A Strong Image Is Not the Same as a Strong Personal Brand
There is a version of personal branding that is essentially a full-time job of impression management. Audiences can feel the difference, even when they cannot name it.
There is a version of personal branding that functions as a full-time job of impression management. Optimized headshots. Choreographed LinkedIn posts. A curated set of opinions calibrated to generate engagement. The person behind it is working very hard, and the result is a signal, clearly readable to anyone paying attention, that something is being managed rather than expressed.
This matters because audiences can feel the difference even when they cannot name it. We are wired to detect the texture of authenticity. We recognize when someone is performing consistently rather than living it. The uncanny valley of personal branding is the polished professional presence that produces no feeling of a real person on the other side. It looks right. Something is off.
What a Personal Brand Actually Is
A personal brand, properly understood, is not a presentation layer. It is a pattern of choices made consistently over time. The work you take on. The work you turn down. The way you explain things when no one is evaluating you. The problems you find genuinely interesting. The standards you refuse to compromise, even when compromise would be easier. Those choices accumulate into something recognizable, and that recognisability is the brand. You are not building it from the outside in. You are revealing it from the inside out.
Performance vs. Brand in Practice
The performance approach starts by asking what image you want to project and works backward to the content and behaviour that supports it. The brand approach starts by asking what you actually believe and what you are actually good at, then finds ways to make that legible to an audience. The first is a design project. The second is a communication project.
The performance approach can work in the short term. Engineered consistency is still consistency. But it is fragile. The moment something unexpected happens, when you are asked a question you have not scripted, when a post does not land as planned, when your real opinions are required under pressure, the gap between performance and person becomes visible. And once it is visible, it is very difficult to close.
체면 and the Coherence Standard
The Korean concept of 체면 (chemyeon) is precise here. It is often translated as face, as if it were primarily about status or image. What it actually describes is the coherence between who you claim to be and how you actually behave. Chemyeon is not damaged by failure. It is damaged by the gap between the public version and the private one. A professional who fails on a project and handles that failure with honesty has not lost chemyeon. A professional who projects confidence while privately operating from a very different set of values has lost something that takes years to recover.
Build From the Inside Out
The brand approach is harder to start. It requires genuine self-knowledge, which is rarer and more uncomfortable than it sounds. But it compounds. Every authentic piece of work reinforces the same coherent signal. The audience that finds you finds someone they can trust, not just someone they can recognize. Start with what you actually know, what you genuinely think, and what you would say even if no one was watching. Then figure out how to make that visible and useful to the people you want to reach.
→ The Strategy Desk covers brand positioning and communication strategy in depth. If you are working on how your organisation or personal brand communicates, the careercomms.com/work-with-me/“>Work With Me page covers what a workshop or consulting engagement involves.
Frequently Asked Questions
What is the difference between a personal image and a personal brand?
Image is how you present yourself. Brand is what people say about you when you are not in the room. Image is within your direct control — what you wear, how you carry yourself, how your profiles look. Brand is built through accumulated experience — what you actually deliver, how you behave under pressure, what you are reliably known for. The two overlap but they are not the same, and a strong image that is not backed by substance does not produce a strong brand.
Why does personal branding fail when it is built on image alone?
Because image promises something that experience either confirms or denies. When someone encounters a polished, well-branded professional whose actual work is generic or whose judgment is unreliable, the image does not protect them — it accelerates the disappointment. The brand that survives long-term is the one where the image and the substance are aligned. That alignment is what trust is built from.
How do you build a personal brand that is substantive rather than performative?
By focusing on what you can do that is specific and repeatable, and building the record of it before worrying about the packaging. The brand follows the work. Professionals who invert this — who focus on visibility and positioning before they have the substance to back it up — tend to build something fragile. The packaging matters, but it comes second.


Among the entries below, extract exactly the lines that run from the one with "The height and width of the screenshot is (720, 615)." through the one with "1170 sudo journalctl", both ends included.

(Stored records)
↓

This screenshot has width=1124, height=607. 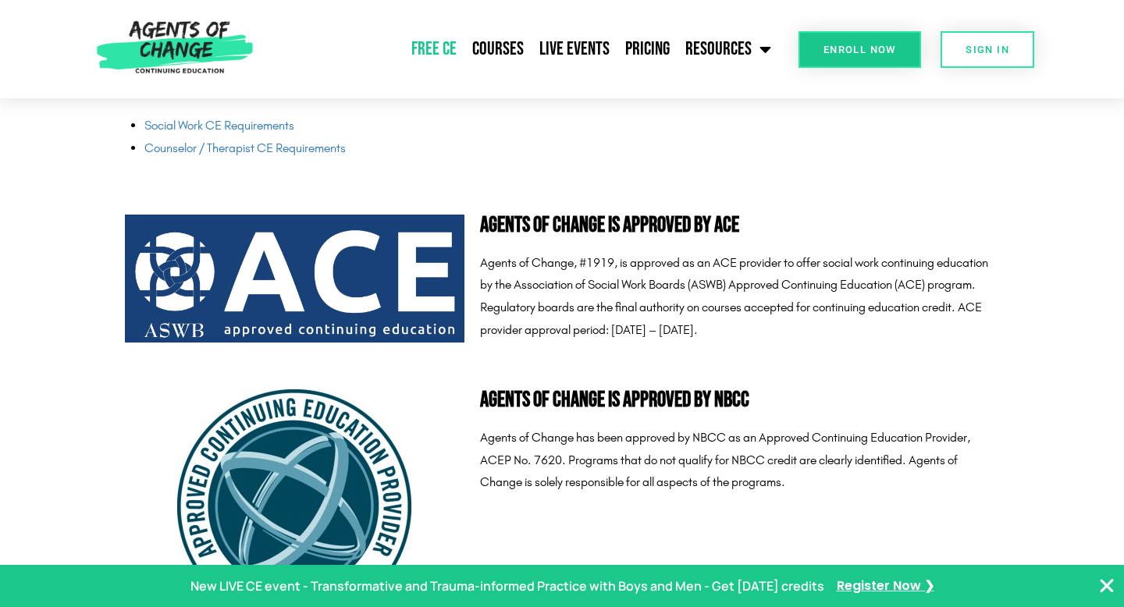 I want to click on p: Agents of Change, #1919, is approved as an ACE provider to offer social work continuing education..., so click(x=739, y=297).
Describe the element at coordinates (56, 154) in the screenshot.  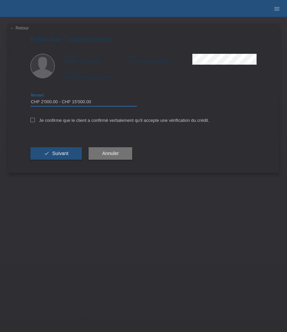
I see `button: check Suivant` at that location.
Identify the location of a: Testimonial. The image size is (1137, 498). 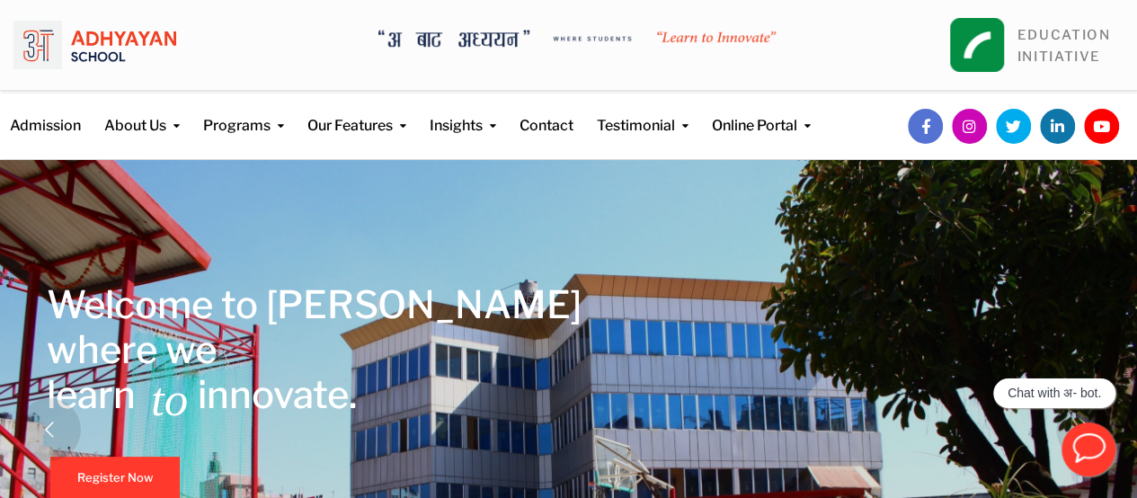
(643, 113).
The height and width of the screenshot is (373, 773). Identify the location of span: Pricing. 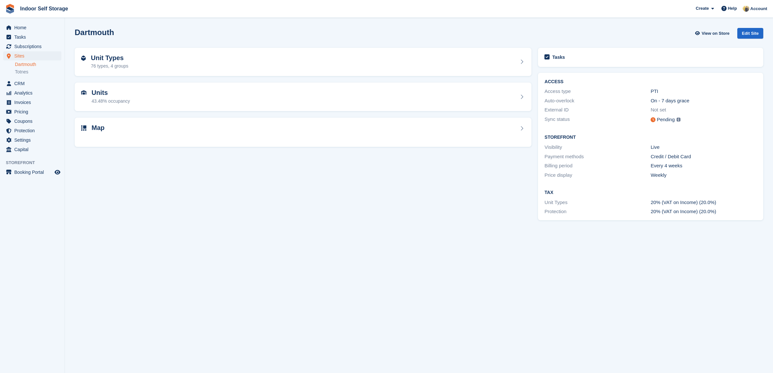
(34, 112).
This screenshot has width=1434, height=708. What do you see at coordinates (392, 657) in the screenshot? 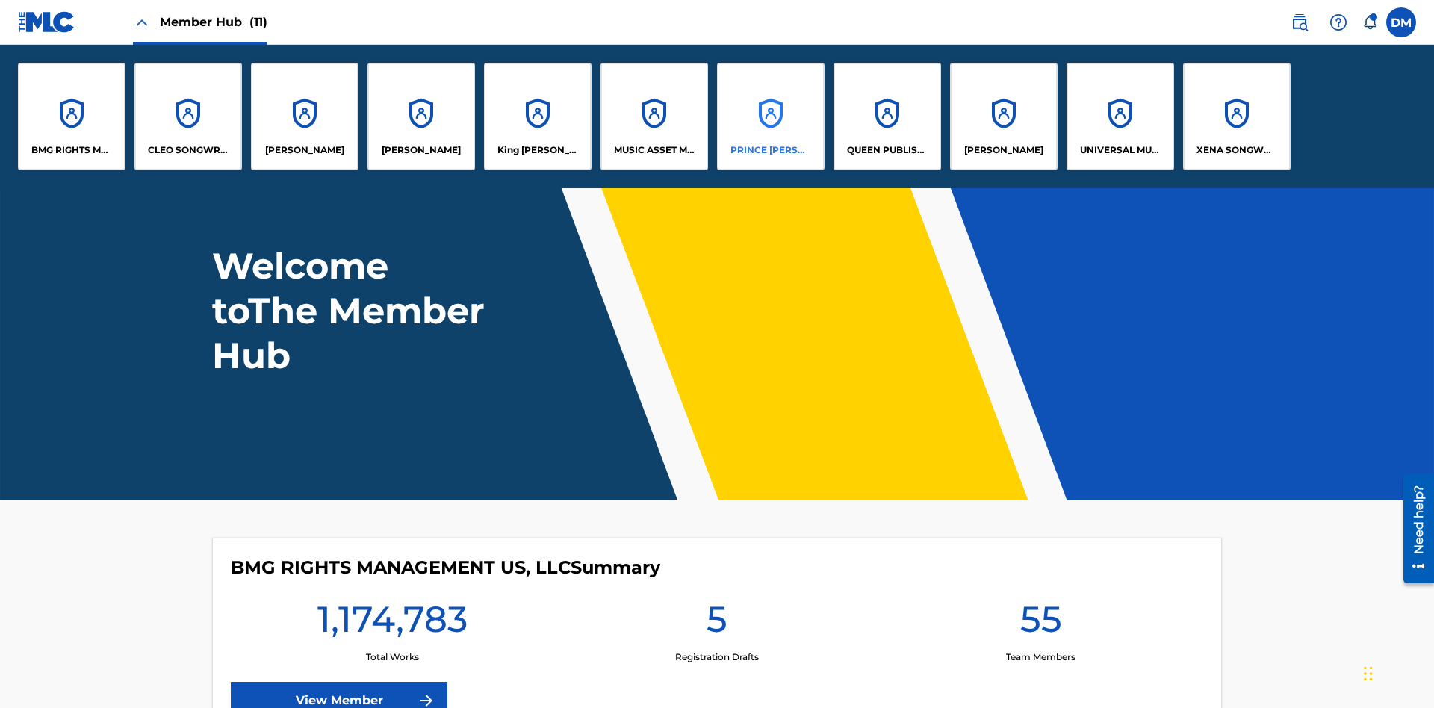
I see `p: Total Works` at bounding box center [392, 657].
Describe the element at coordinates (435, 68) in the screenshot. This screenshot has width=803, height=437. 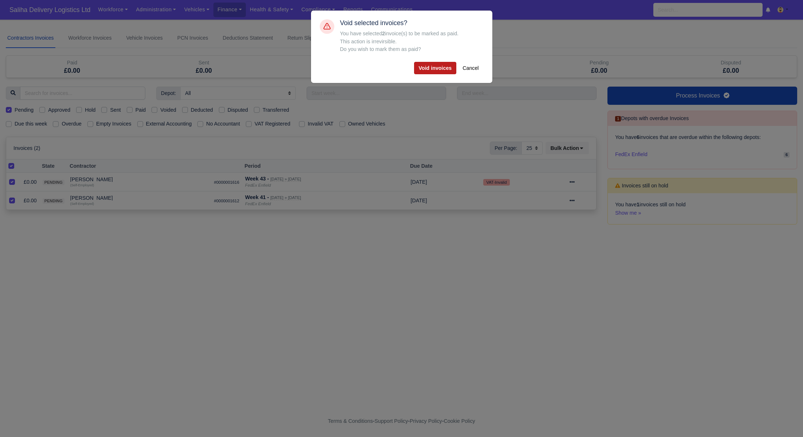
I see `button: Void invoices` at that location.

↑
↓

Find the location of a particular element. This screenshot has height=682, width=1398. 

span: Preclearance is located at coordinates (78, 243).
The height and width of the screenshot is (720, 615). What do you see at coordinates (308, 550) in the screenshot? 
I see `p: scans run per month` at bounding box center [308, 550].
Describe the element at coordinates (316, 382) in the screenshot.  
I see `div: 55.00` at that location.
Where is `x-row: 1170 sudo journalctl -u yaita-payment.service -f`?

↑

**Solution to this task**
The height and width of the screenshot is (720, 615). What do you see at coordinates (308, 550) in the screenshot? 
I see `p: scans run per month` at bounding box center [308, 550].
Describe the element at coordinates (316, 382) in the screenshot.  
I see `div: 55.00` at that location.
Where is `x-row: 1170 sudo journalctl -u yaita-payment.service -f`?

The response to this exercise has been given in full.